NYU faculty recount the Sept. 11 attacks 20 years later

Professors share their personal accounts of the attack on the World Trade Center and offer advice to current NYU students.

Members of NYU’s community witnessed the Sept. 11, 2001 terrorist attacks from different areas of New York City. NYU professors who were in New York City share their personal accounts of Sept. 11, 2001. (Staff Photos by Manasa Gudavalli, Image courtesy of Carol Tosone, Image courtesy of Jay Rosen)

Gabriel Hawthorne, Staff Writer

Twenty years ago today, the beginning of NYU’s fall 2001 semester was cast into disarray. The university community found itself at the epicenter of a terrorist attack that forever changed the city and campus that thousands of students, faculty and employees call home. Memories of Sept. 11, 2001, continue to haunt NYU faculty who were in New York City on that day. 

The morning

Since NYU’s campus is scattered across lower Manhattan, members of the university community witnessed the terrorist attacks from different areas of the city. Regardless of their location, NYU professors vividly recall where they were when the first airplane crashed into the World Trade Center.

Before the attacks, English professor Catharine R. Stimpson said, “it was a beautiful, beautiful day.” 

Then Stimpson saw the planes crash into the twin towers on TV.

“The disaster and the death came in the midst of this glorious — once-glorious — day,” she said. “The smell of dust, the smell of death.”

Ulrich Baer, who teaches comparative literature, German and English, was walking along Fifth Avenue with his 1-year-old son when he saw a plane flying fast above Washington Square Park.

“At around 9:30 a.m., people were starting to walk up from downtown, from TriBeCa, and they literally looked like they were out of an apocalyptic movie, covered in ash,” Baer said. “I was in Washington Square Park when the second plane hit, stayed in the park for a while and then went back home.” 

While most professors were on campus or nearby during the attacks, not all immediately understood what was happening that morning. Stern professor Lawrence White was preparing to teach a 9 a.m. class when a colleague informed him of the attacks. Nevertheless, White taught the graduate microeconomics lecture. About half of his class was present.

“There was sort of a buzz going on among the students,” White said. “It was serious.”

At 9:45 a.m., Mary Miller, an associate dean at Stern, entered the classroom and said, “Two jet planes have hit the twin towers.” Miller cautioned students to stay in the building and not go outdoors.

White asked to speak with Miller privately. She instructed him to not cancel his 10:30 a.m. class. White noticed an even lower turnout than at his previous class.

The aftermath

Following the attacks, six of NYU’s residence halls within a 20-block radius of the towers’ collapse were evacuated. Students were initially escorted to the Coles Sports Center, then later placed in midtown Manhattan hotels. WSN writers Bill Lucia and Matt Murphy reported on the dorm evacuations on Sept. 12.

“There were 40 to 50 student volunteers at Coles,” Lucia and Murphy wrote. “There were a number of faculty volunteers from each of the NYU schools.”

Many professors, including Stimpson, signed up to provide support to the NYU community. Stimpson remembers volunteering with students to ensure that their peers had food, water and cots to sleep on. She estimates that there were nearly 3,000 cots for evacuated students in the Coles Center. 

Silver professor Carol Tosone worked with the Federal Emergency Management Agency response team and assisted first responders who were getting their food at NYU. 

“We were serving coffee and we were offering food, but the main purpose for us being there was to see if some of the people could go back to volunteer on what they would call ‘the pile,’” Tosone said. 

The now

Many current NYU students are too young to remember — or, even, to have been alive on — Sept. 11. But in the context of COVID-19 and climate change, professors who experienced the attacks discussed how their experiences can help current students manage the complex crises of the present.

“Sept. 11 was the first of many events that were sort of signaling to me that NYU students and this generation of students were going to live and grow up in a world that was very different than what I had as a student,” Jay Rosen, a CAS journalism professor, said.

Rosen said that students are growing up in challenging times, but he believes recovery comes from a collective effort among people, institutions and cities.

“We need cities and institutions to be resilient,” Rosen said. “It is becoming a life-hacking skill. Maybe it is not comforting, but it is important.”

NYU professors were not prepared for a life-changing event on Sept. 11, but their experiences have provided them with new insights on how to deal with the unexpected. Given the trauma of the attacks, Baer highlights the importance of supportive communities. 

“It’s very important to talk about [crises],” Baer said. “You’re going through a lot of things that are very isolating — and if you feel alone and you can’t connect to people, that deepens the crisis.”

This story is the first of a two-part series commemorating the 20th anniversary of the Sept. 11 attacks on New York City. Read the second story here.

Contact Gabriel Hawthorne at [email protected].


**TASK STATEMENT**:
Your task is to give the data again, exactly, with every line intact.
[RECORDS SHOWN — start]
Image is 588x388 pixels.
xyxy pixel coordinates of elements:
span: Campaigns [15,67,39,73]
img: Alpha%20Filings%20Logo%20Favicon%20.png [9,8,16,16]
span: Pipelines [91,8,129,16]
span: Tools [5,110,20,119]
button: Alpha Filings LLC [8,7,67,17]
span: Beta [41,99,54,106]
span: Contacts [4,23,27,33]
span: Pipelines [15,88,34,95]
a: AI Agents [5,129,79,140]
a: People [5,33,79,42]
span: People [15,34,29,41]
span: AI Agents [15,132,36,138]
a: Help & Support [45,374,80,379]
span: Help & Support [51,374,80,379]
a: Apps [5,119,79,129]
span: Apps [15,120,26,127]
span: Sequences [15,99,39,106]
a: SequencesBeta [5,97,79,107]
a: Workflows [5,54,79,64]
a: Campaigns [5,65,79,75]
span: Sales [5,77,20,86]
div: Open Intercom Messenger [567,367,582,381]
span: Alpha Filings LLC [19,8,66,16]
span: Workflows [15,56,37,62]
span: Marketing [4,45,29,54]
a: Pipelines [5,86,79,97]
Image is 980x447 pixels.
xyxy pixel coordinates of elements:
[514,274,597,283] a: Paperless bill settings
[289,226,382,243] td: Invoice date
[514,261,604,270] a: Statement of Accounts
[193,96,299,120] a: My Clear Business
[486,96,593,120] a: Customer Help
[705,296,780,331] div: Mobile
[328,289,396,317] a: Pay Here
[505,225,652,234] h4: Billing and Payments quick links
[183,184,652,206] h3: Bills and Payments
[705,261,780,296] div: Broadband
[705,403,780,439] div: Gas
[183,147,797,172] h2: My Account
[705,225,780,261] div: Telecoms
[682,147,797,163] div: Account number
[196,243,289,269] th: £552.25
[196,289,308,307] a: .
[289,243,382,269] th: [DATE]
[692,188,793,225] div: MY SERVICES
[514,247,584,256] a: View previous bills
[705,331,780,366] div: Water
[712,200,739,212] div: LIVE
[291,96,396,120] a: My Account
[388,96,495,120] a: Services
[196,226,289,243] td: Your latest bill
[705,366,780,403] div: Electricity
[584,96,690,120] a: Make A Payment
[RECORDS SHOWN — finish]
**RESULT FOR THIS TASK**:
Image is 588x388 pixels.
xyxy pixel coordinates of elements:
span: Campaigns [15,67,39,73]
img: Alpha%20Filings%20Logo%20Favicon%20.png [9,8,16,16]
span: Pipelines [91,8,129,16]
span: Tools [5,110,20,119]
button: Alpha Filings LLC [8,7,67,17]
span: Beta [41,99,54,106]
span: Contacts [4,23,27,33]
span: Pipelines [15,88,34,95]
a: AI Agents [5,129,79,140]
a: People [5,33,79,42]
span: People [15,34,29,41]
span: AI Agents [15,132,36,138]
a: Help & Support [45,374,80,379]
span: Help & Support [51,374,80,379]
a: Apps [5,119,79,129]
span: Apps [15,120,26,127]
span: Sequences [15,99,39,106]
a: SequencesBeta [5,97,79,107]
a: Workflows [5,54,79,64]
a: Campaigns [5,65,79,75]
span: Sales [5,77,20,86]
div: Open Intercom Messenger [567,367,582,381]
span: Alpha Filings LLC [19,8,66,16]
span: Workflows [15,56,37,62]
span: Marketing [4,45,29,54]
a: Pipelines [5,86,79,97]
Image is 980x447 pixels.
xyxy pixel coordinates of elements:
[514,274,597,283] a: Paperless bill settings
[289,226,382,243] td: Invoice date
[514,261,604,270] a: Statement of Accounts
[193,96,299,120] a: My Clear Business
[486,96,593,120] a: Customer Help
[705,296,780,331] div: Mobile
[328,289,396,317] a: Pay Here
[505,225,652,234] h4: Billing and Payments quick links
[183,184,652,206] h3: Bills and Payments
[705,261,780,296] div: Broadband
[705,403,780,439] div: Gas
[183,147,797,172] h2: My Account
[705,225,780,261] div: Telecoms
[682,147,797,163] div: Account number
[196,243,289,269] th: £552.25
[196,289,308,307] a: .
[289,243,382,269] th: [DATE]
[692,188,793,225] div: MY SERVICES
[514,247,584,256] a: View previous bills
[705,331,780,366] div: Water
[712,200,739,212] div: LIVE
[291,96,396,120] a: My Account
[388,96,495,120] a: Services
[196,226,289,243] td: Your latest bill
[705,366,780,403] div: Electricity
[584,96,690,120] a: Make A Payment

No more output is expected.